Acer Founder: Tablets Are Fads, Post-PC Is Misguided
Acer's founder has described both tablets and Ultrabooks as short-term "fads" and scolded PC manufacturers to look to Apple's "outside-the-box thinking" with the iPad; however, the outspoken ex-exec is also unconvinced by Steve Jobs' insistence that we now live in a "post-PC" world. Stan Shih, who founded what we now know as Acer in 1976, argued that – in contrast to Apple's marginalization of the computer – PCs remain the basis of the IT industry.
Tablets, he suggested, are developed from that base, DigiTimes reports, and so future products "still need to go through the PC platform" as add-ons. Although Apple deserves praise for its iPad creativity, Shih says, tablets are still simply value-adds on top of PC sales.
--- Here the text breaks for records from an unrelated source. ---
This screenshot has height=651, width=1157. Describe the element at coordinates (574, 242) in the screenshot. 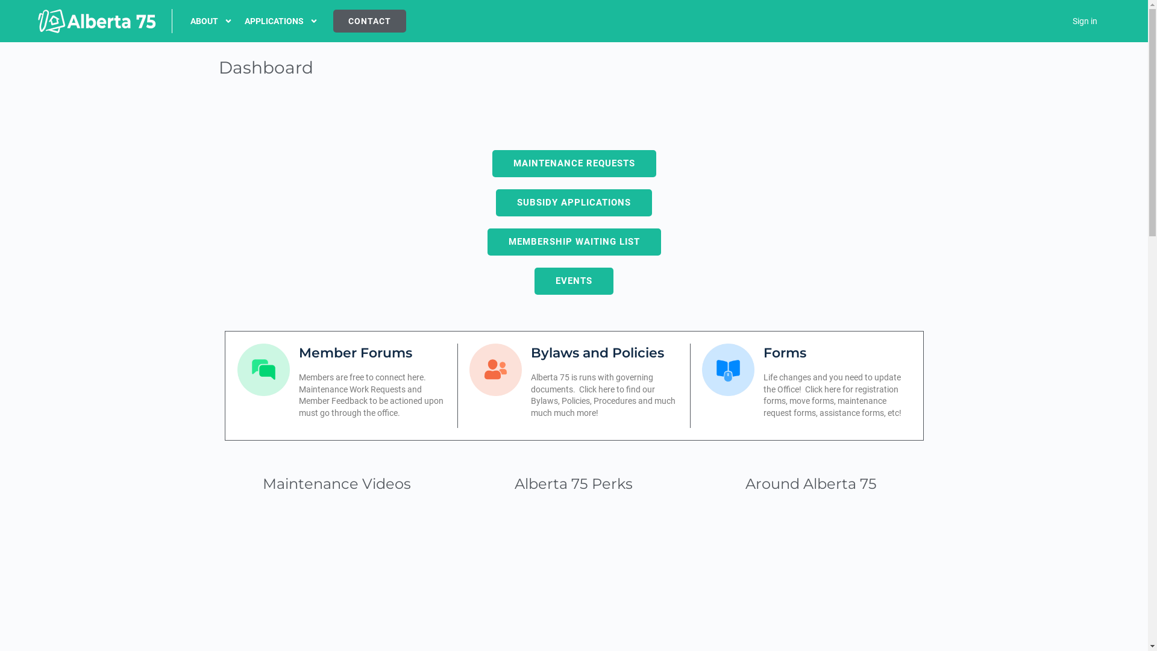

I see `MEMBERSHIP WAITING LIST` at that location.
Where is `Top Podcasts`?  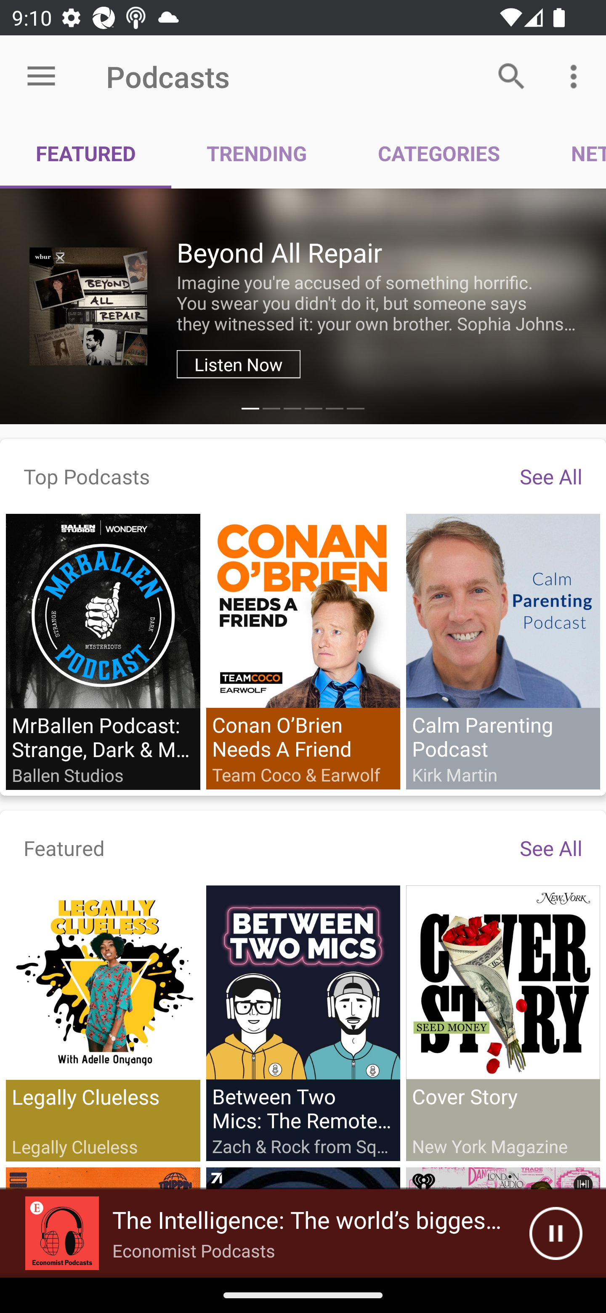 Top Podcasts is located at coordinates (87, 476).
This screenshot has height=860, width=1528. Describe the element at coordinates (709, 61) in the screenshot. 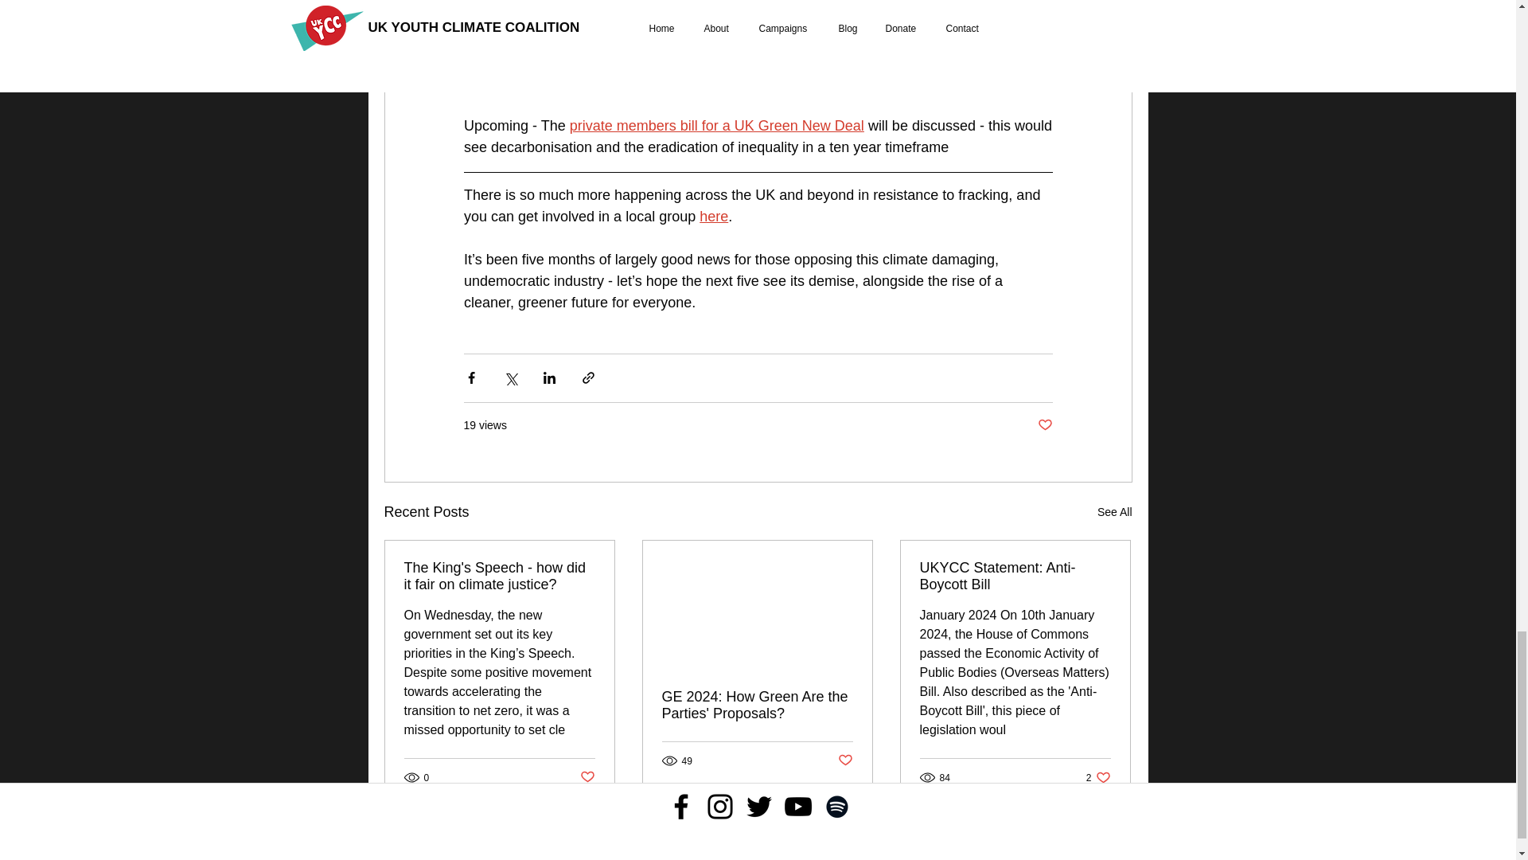

I see `Power Beyond Borders Mass Action Camp` at that location.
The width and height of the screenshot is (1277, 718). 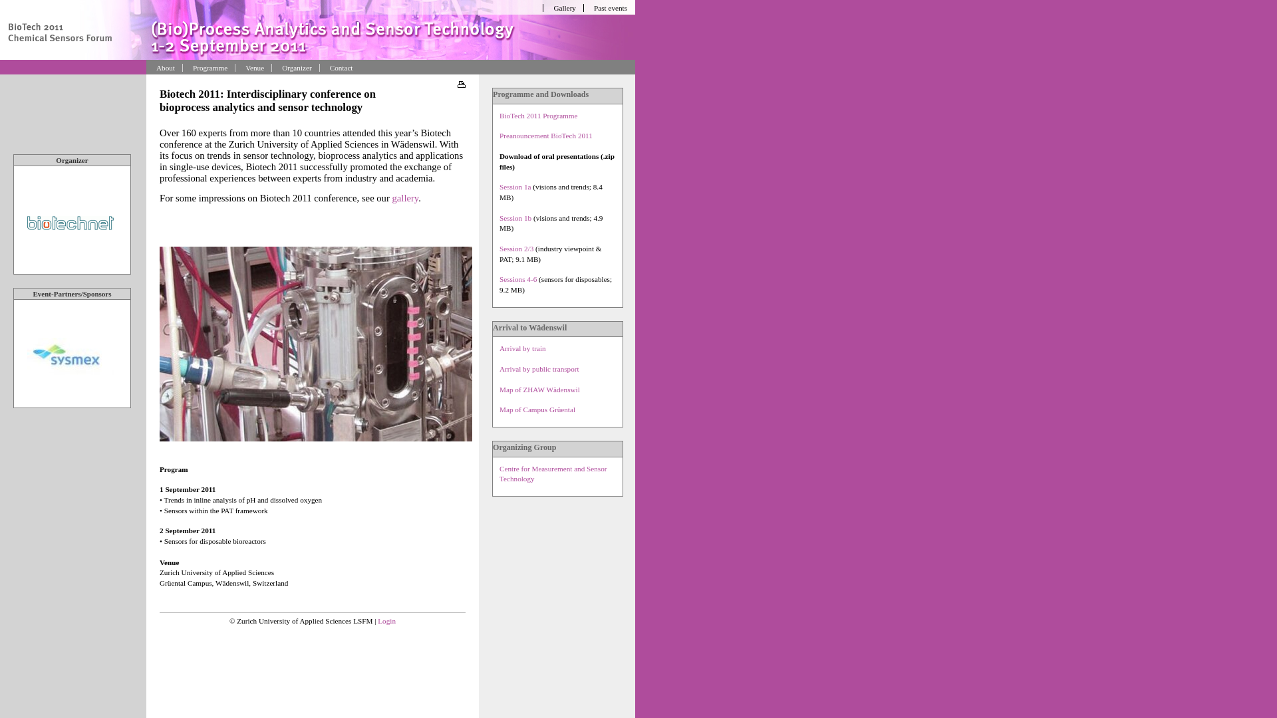 What do you see at coordinates (553, 474) in the screenshot?
I see `Centre for Measurement and Sensor Technology` at bounding box center [553, 474].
The Acer founder's comments are seemingly in line with the opinions of the company's board, which clashed with former CEO Gianfranco Lanci over what's believed to be his intention to focus more on smartphones and tablets and less on notebooks and PCs. Lanci's replacement – picked from the IT Products Group – took the role with the promise to "aggressively yet cautiously develop data-consumption products, tablet PCs and smartphones based on the solid foundation of the main PC business"; reports, meanwhile, suggested that the company was restructuring so as to be more like Apple.
That caution is perhaps sensible, given Acer has dramatically scaled back its estimated tablet shipments for 2011 in the face of relative Honeycomb apathy and strong iPad sales. In fact, the company slashed its expectations by a whopping 60-percent. Customers, Shih reckons, are mainly driven by low pricing and convenience.